Aboon them a’ ye tak your place,
Painch, tripe, or thairm:
Weel are ye worthy o’ a grace
As lang’s my arm…
(Burns, Ode to a Haggis)
Hi Herb. I had that exactly in mind. I’ve only had it a couple of times. Delicious, but not with ice cream and jelly to be honest. π
A super crossword but all over far, far too quickly – still it’s a Monday puzzle, so fair enough. Of course, Burns’ chieftain of puddings sprang to mind.
My thought for 15ac was ‘here’s me’ for I AM without the A from ‘taken (a)back’ which I thought rather clever of Crosophile. Other explanations offered here seem wrong somehow. If Crosophile still around – do tell please.
Thanks to C and flashling.
Thanks William F P. π
Re 15ac, that’d ingenious but no, it was meant to be ME=MI [as in do, re, me/mi], and then reversed.
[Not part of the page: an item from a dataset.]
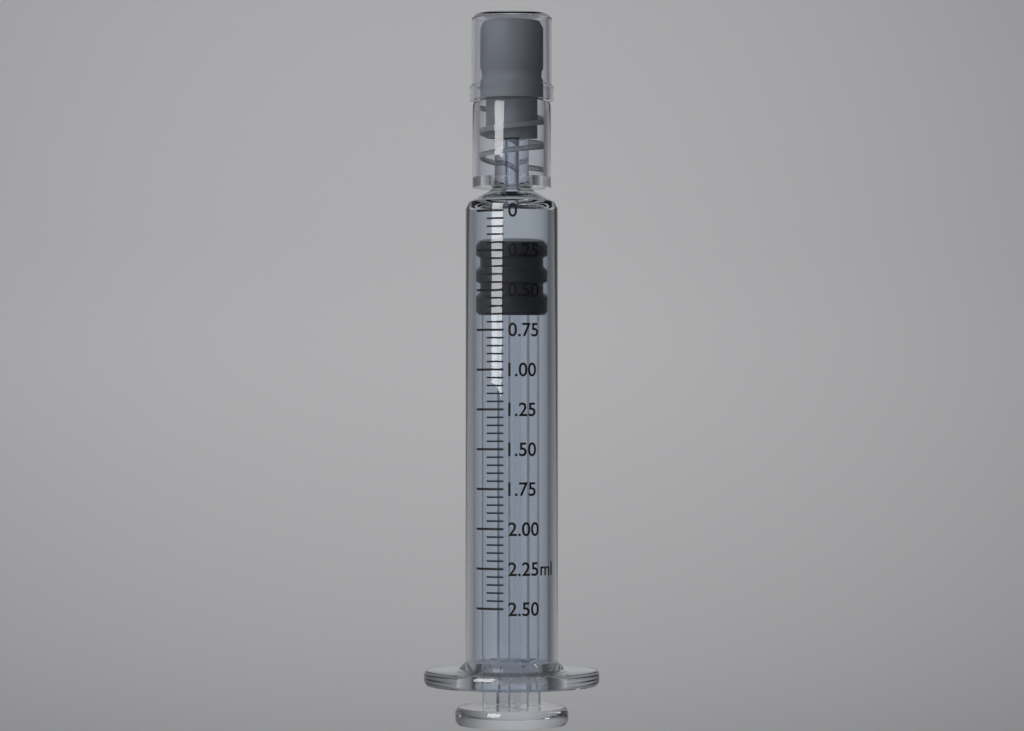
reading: 0.20 ml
PS. By the way, I wouldn’t go along with ‘taken aback’ meaning ‘taken “a” back. Someone pointed out to me when I was a beginner crossword setter that by that reckoning ‘friends’ could indicate FI [ends of FrI π ]. Which would be a bit mad! I took the point. π
Crosophile – Thanks for kindly coming back – a good point well made. Shame though – and I rather like the idea of ‘friends’ indicating FI (think of the great possibilities of a clue using that exact example given current infighting in Formula 1!) Of course I accept your point – I’m but a mortal solver amongst you divine setters! But would it not be just a “lift and separate” devise. For me, a great part of the cryptic’s artistry is its evolution, something which you yourself seem to embrace quite deftly. Perhaps I’m being perverse – and there was I thinking I’d found another pioneering example (like your yew tree, which I rather enjoyed.)
Respect!
You’re too kind! π But no, I’m not a fan of ‘lift and separate’ as I think a clue should have a ‘nice’ surface but should also work precisely in the cryptic reading without the solver having to insert spaces mid-word that aren’t actually there. Though I can’t claim I always succeed! And perhaps ‘lift and separate’, for or against, is just a matter of personal taste, but I’m getting too old to change! π
Again a puzzle for the super boys, of the ex Independent, not for me Iβm afraid, i got about a half dozen clues then gave up. Far to clever for me, ah well keep on plodding.